"Oh, Sophonisba, she's dead!" said Miss Faithful, shocked.

"I can't help that, child. It don't hinder her having told fibs all her lifetime."

"Her husband died the next month."

"Well, so he might anywhere. My wonder is he lived as long as he did, considering."

"And Mrs. Jones's three children died there."

"Well, and didn't Mrs. Gardner lose her two and that brother of hers? and I never heard their place was haunted; and didn't two die out of the Trueman house? and ever so many more all over town? It was a dreadful sickly summer."

"And Sarah Jane McClean was taken sick there with fever."

"Well, they had dirt enough to account for anything. Doctor Brown told me himself that they had a great heap of potatoes sprouted in the cellar, and there ain't anything so bad as that."

The last vestige of a ghost was demolished: Miss Faithful had nothing more to say.

"It's nigh twenty-five years since the old doctor went off," said Miss Sophonisba. "It ain't very probable he's alive now; and if he is, he won't be very apt to come back: and if he is dead, he certainly won't. If he did, I'd like to ask him why he never paid father that fifty dollars. I saw Peter Phelps to-day, and he says he'll fix the place all up for us if we'll have it, but of course I wouldn't say anything about it till I'd spoken to you."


(To do): The required output is the exact run of lines from the one that contains "has width=857, height=409." to the end of the data, with every picture left out.

===

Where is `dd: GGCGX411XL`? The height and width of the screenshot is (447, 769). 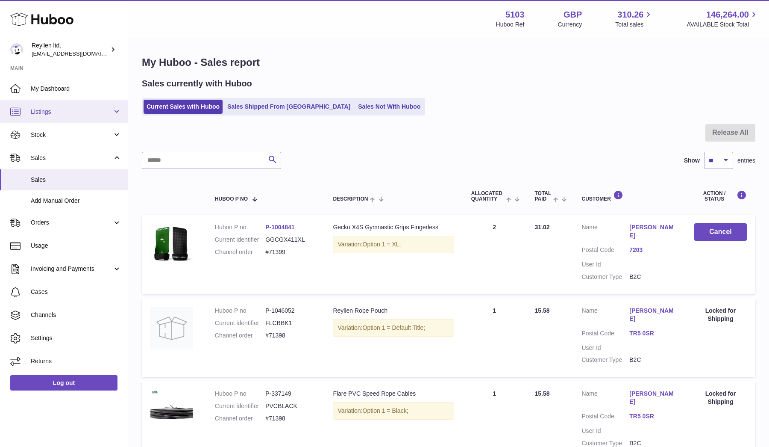 dd: GGCGX411XL is located at coordinates (291, 239).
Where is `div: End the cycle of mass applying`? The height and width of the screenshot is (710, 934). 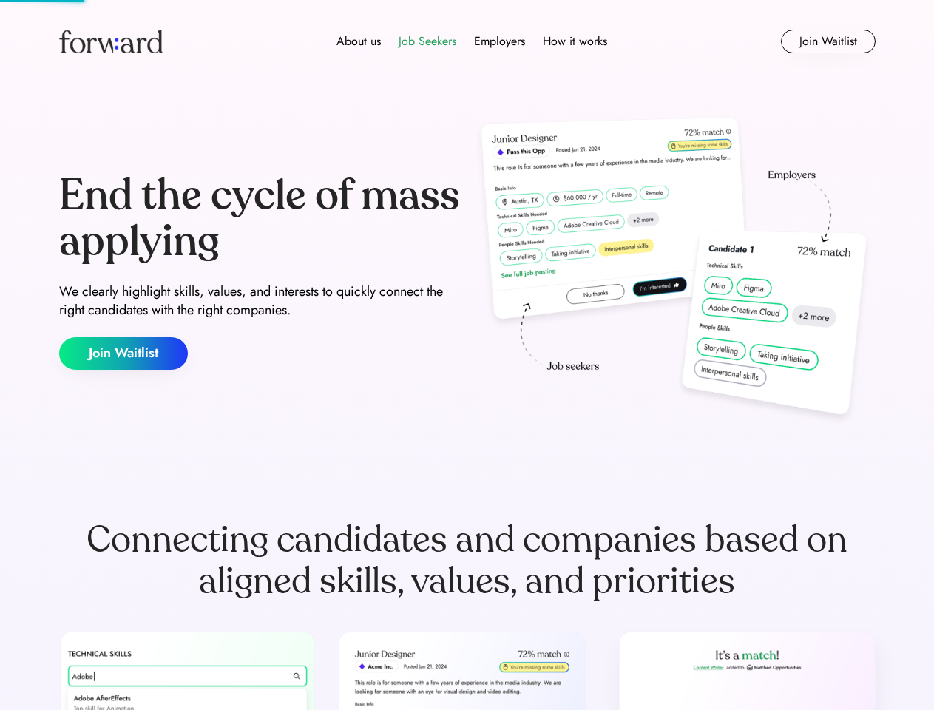 div: End the cycle of mass applying is located at coordinates (260, 218).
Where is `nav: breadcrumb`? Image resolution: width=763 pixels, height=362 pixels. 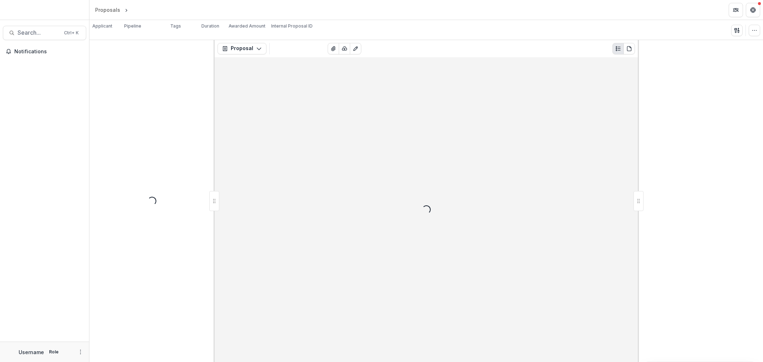
nav: breadcrumb is located at coordinates (126, 10).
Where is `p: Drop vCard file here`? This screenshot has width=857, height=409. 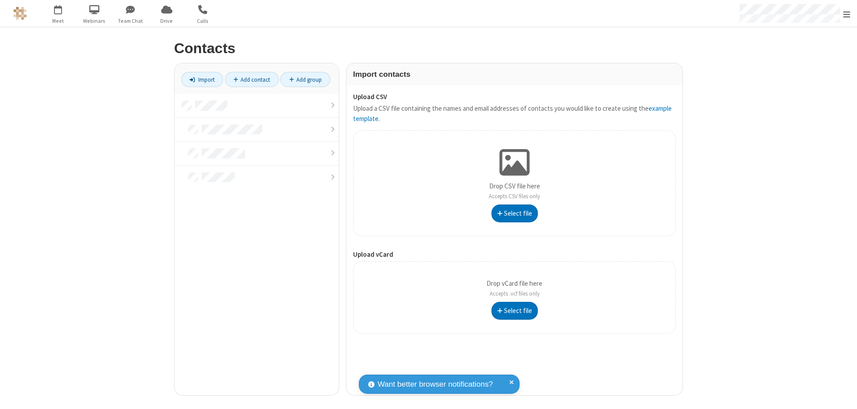
p: Drop vCard file here is located at coordinates (514, 288).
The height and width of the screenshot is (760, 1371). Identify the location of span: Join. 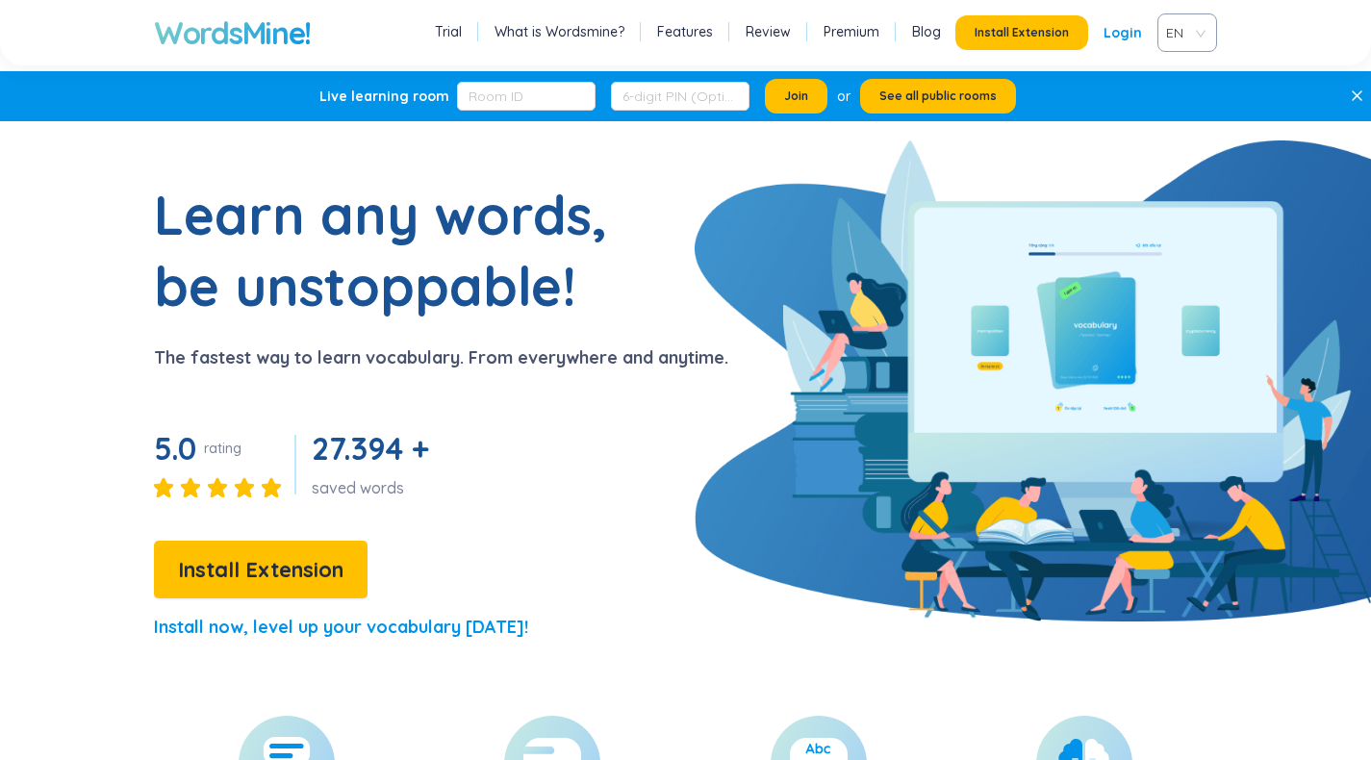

===

(Result):
Where is `p: Drop vCard file here`? This screenshot has width=857, height=409. 
p: Drop vCard file here is located at coordinates (514, 288).
The height and width of the screenshot is (760, 1371). Identify the location of span: Join. 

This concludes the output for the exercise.